Back At It

I passed him walking away from the classroom The Kid and I, with Little Brother in tow, were walking toward. For the first day after a break, he looked like I felt: not quite up for it. “Back at it,” I said as we passed him, the dad of one of TK’s classmates, and we both smiled upon re-entry into the routine established now over half a school year, the chaotic mornings and often-emotional drop-offs, the lunches made and belongings lost, the rushing and tension. An old shoe that fits but takes some struggling to get into.

I was swimming in the South Pacific two weeks ago.

You wouldn’t know it, though, in these moments of non-holiday real life, when it’s so easy to forget and painful to remember the lazy days and long sunsets of vacation. And here, with year-round school and more frequent breaks, there is ample opportunity to revisit the difference between monotony and its opposite, to separate and come back.

When we reached the classroom, that classmate held out a batch of stickers she had told her mum she wanted to get for TK because they were cars. And he loves cars. And his people here, our people now, know this. She shyly handed them over and I tried to take a mental picture, to make note of this moment to add it to the list: all the ways we’ve been cared for. Being back isn’t so bad, sometimes.

“Reality is an ally of God,” says Richard Rohr, and sometimes I think if they’re friends then maybe I don’t want to play with either of them. Reality can be so…real. Like the weekend days that should be sunshine and ease, and I end them in a puddle of regret, ingratitude and frustration marking my movements and making it easier to believe the hiss in my ear, that maybe I’m the poison of negativity in this family? Maybe I’m bringing the rest of them down? It’s gotten to where people are checking on me, after all, and rather than the gift this is–that I am known–it makes me wonder just how thin the line is between anxious and calm, insanity and sanity, and if I’m about to fall off it.

Then friends tell me that they, too, have imagined other lives. Guiltily, or alongside jokes, or flippantly, the real voices I hear, they are struggling ones. And triumphant ones. And defeated ones. They know all the descriptors, all the words, because they live them in between each sunset.

I had never been fully submerged in the Pacific Ocean before. I had wanted it to be a sort of baptism, a washing clean of the old me. I’d return to our regularly scheduled life with greater patience, more clarity, a more durable fuse. That lasted about half the shuttle ride to the airport.

But there was this: that the three of them were waiting on the shore for me. That they never seem to leave, and funny how that can feel like both a threat and a promise. Like a life raft, to be known. I emerged from that water the same person. I emerged from that water, and I walked toward my family. I seem to keep doing that, too.

I don’t know, maybe it’s my ovaries. They might see forty approaching and be frantically pumping out hormones, trying to remain relevant. Maybe it’s an anxiety/depression dip. Or maybe it’s just hard, being one of those people who inconveniently feels and thinks about all the stuff. All of it. No matter how many times I take a break, it always comes back, this whole thing of being…myself.

But there is this: TK was without his usual therapist these first two weeks back, and wouldn’t you know that that was exactly when the student teaching crew started, and he took to one of them as much as she did to him, and now…he’s covered. He always was, wasn’t he? I just didn’t know yet. There is his teacher, who celebrates every achievement, who brought his handwriting book out today just to show me all that he’s done, how he’s growing. There are the regular Friday nights with a friend, naughty laughter and rosé champagne. There are the photos TK used to avoid that he now yells “Cheese!” for.

Author Pema Chödön writes, “If we commit ourselves to staying right where we are, then our experience becomes very vivid. Things become very clear when there is nowhere to escape.”

Nowhere to escape? Sounds familiar.

She goes on: “Things falling apart is a kind of testing and also a kind of healing…they come together and they fall apart. Then they come together and fall apart again. It’s just like that. The healing comes from letting there be room for all of this to happen, room for grief, for relief, for misery, for joy.”

Falling apart? I know me some that. I do it…well, every day, it seems. This endless process of falling apart and coming back together that I think will end and am now understanding is just life. I won’t improve past it. I can only make room for it. And I think about what a dear friend said before we left: “Give yourself space.” I’m beginning to understand what she meant. Space for all of it: for the crazy and sane, for the meltdowns and triumphs, for the sad and happy. There is space enough for all of it, for all of me, spread out as it is–as I am–over Sydney, and New York, and Atlanta, with even pieces of me scattered about the South Pacific now. There is room for all of it, within a grace that names me, that knows me, whether I am underwater on holiday or struggling to take deep breaths on land, its steady waves always promising that each shore is home.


◆ Task to carry out ◆
Retype the whole listing below exactly, keeping every picture out of it.

*** Materials provided

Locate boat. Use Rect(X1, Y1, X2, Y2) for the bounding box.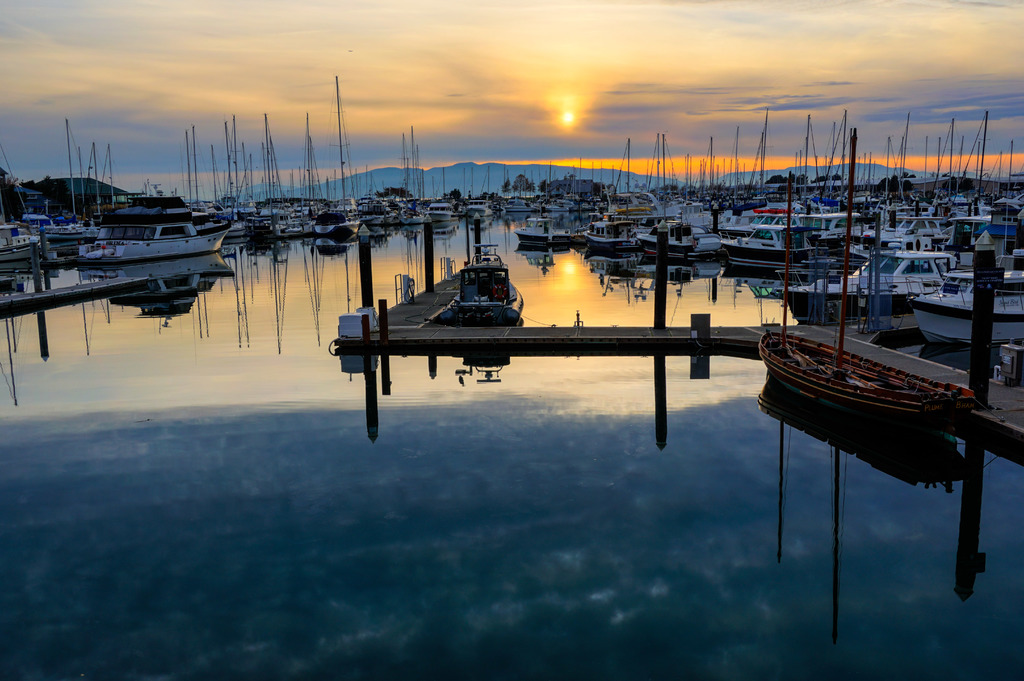
Rect(179, 132, 228, 244).
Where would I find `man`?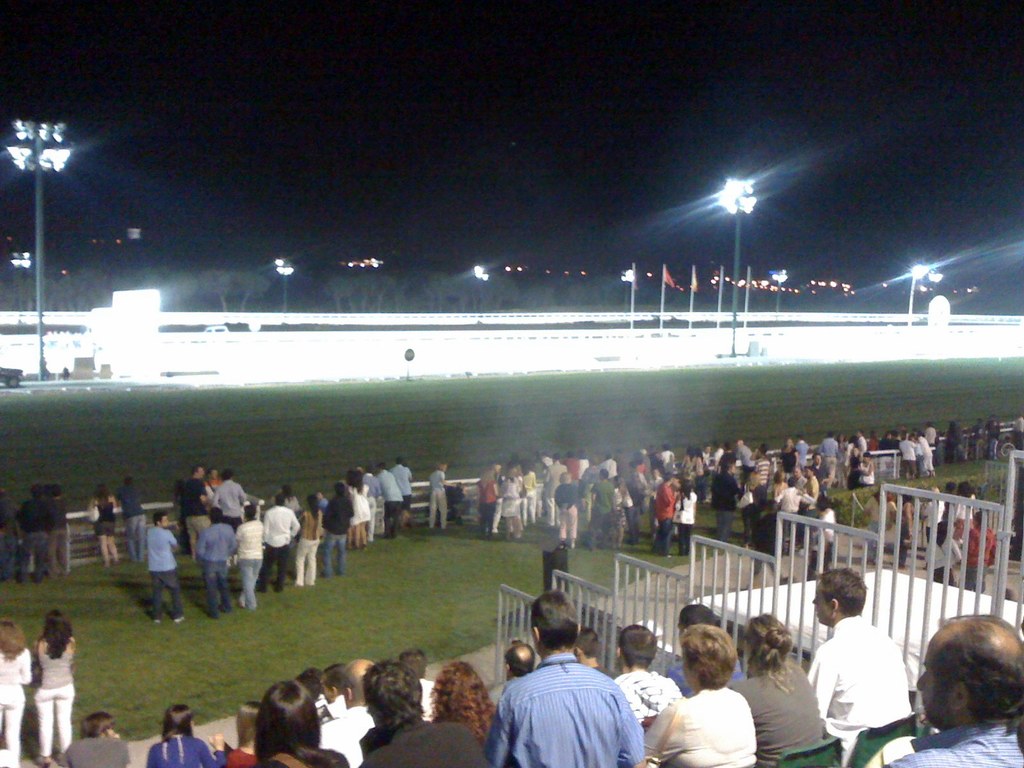
At x1=390 y1=456 x2=410 y2=519.
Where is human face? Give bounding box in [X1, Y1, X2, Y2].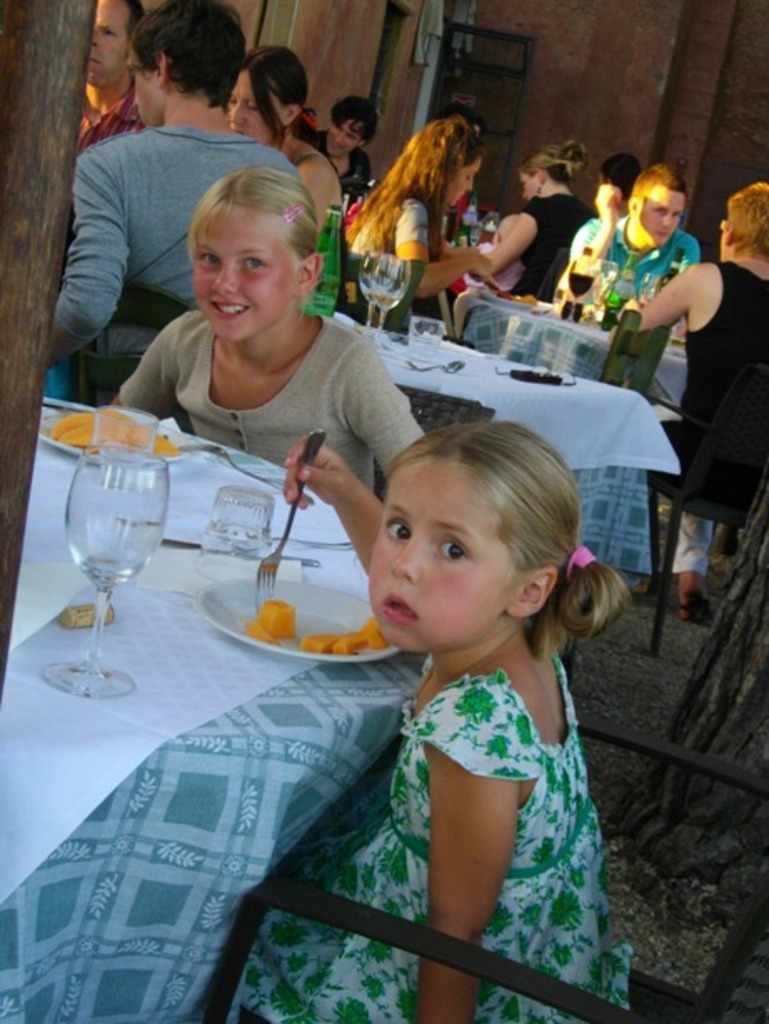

******

◆ Output for this exercise ◆
Locate boat. Use Rect(X1, Y1, X2, Y2) for the bounding box.
Rect(179, 132, 228, 244).
Where would I find `man`?
At x1=390 y1=456 x2=410 y2=519.
Where is human face? Give bounding box in [X1, Y1, X2, Y2].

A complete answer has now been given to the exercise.